ReplyDeleteAlso, I had heard the rumours of Borden abusing his daughters, but it was so underplayed all these years that I never did consider it. It makes more sense to me now, and adds food for thought. I do believe that Lizzie did it. I also believe that there was ultimately little harm done. Andrew and his wife seem to have had it coming, and LIzzie's life after the murders was blameless. Such terrible lives lived, it's all just sort of human and sad.
Susie, they did mention the rat poison in the movie but it was again, presented in such an odd way that the viewer wasn't sure what was going on since it was mentioned by a cop and not really brought up again. They never "showed" her buying it or using it, it was another throwaway.
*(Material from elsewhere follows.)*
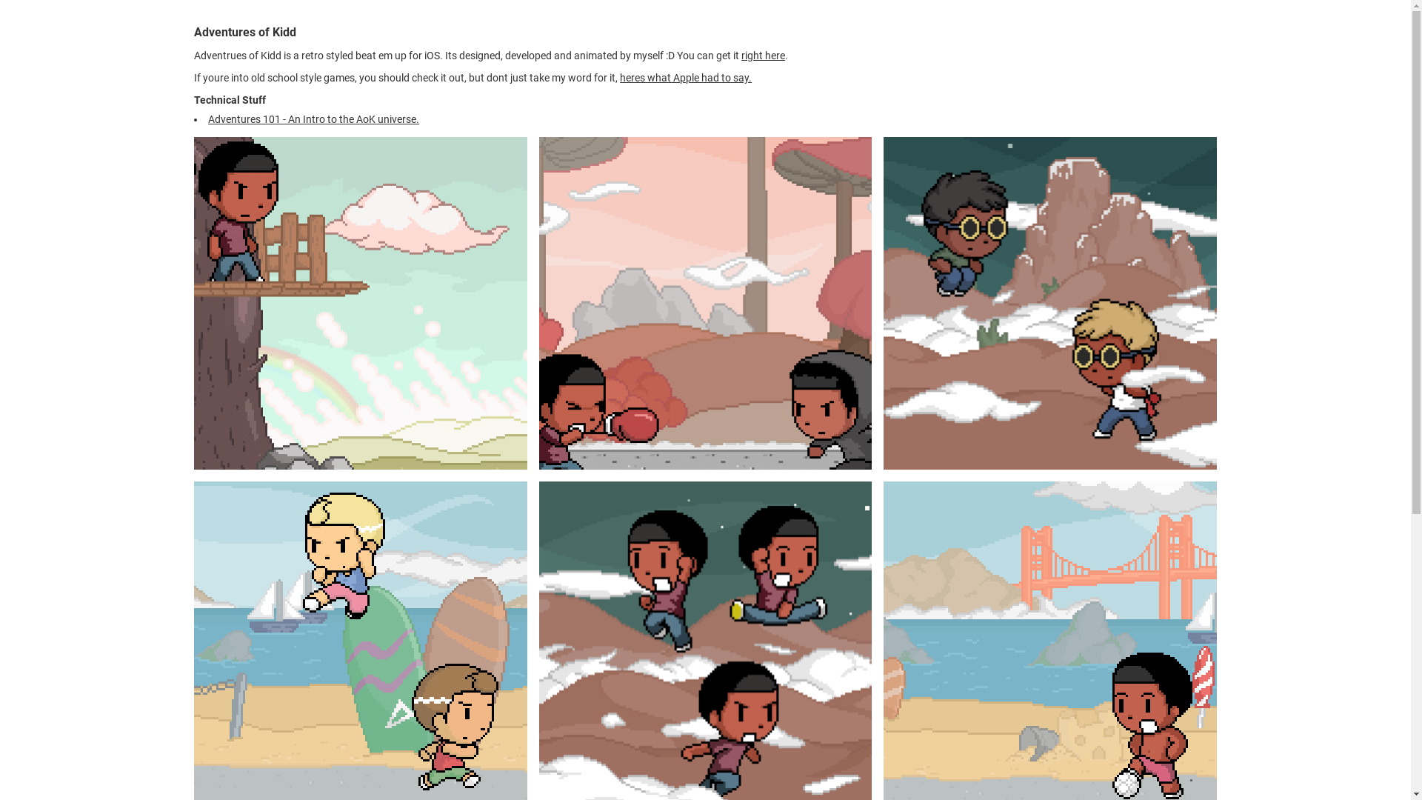 The width and height of the screenshot is (1422, 800). Describe the element at coordinates (686, 78) in the screenshot. I see `heres what Apple had to say.` at that location.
ReplyDeleteAs for the naked thing, you may be right, Susie. In seeing the house and knowing how hot it would have been, I thought it was a possibility but then, she wouldn't have had to burn her dress in the oven! And Bridgett was doing the windows, and there were others staying at the house too so yeah, running around naked likely wasn't a possibility.
When you tour the house, you see the door from Andrew's bedroom that leads into Lizzie's bedroom and you can imagine the incestuous nature that has been alluded to over the years.
Thanks for your comments and observations! No one will ever know what really happened but it's fun to guess!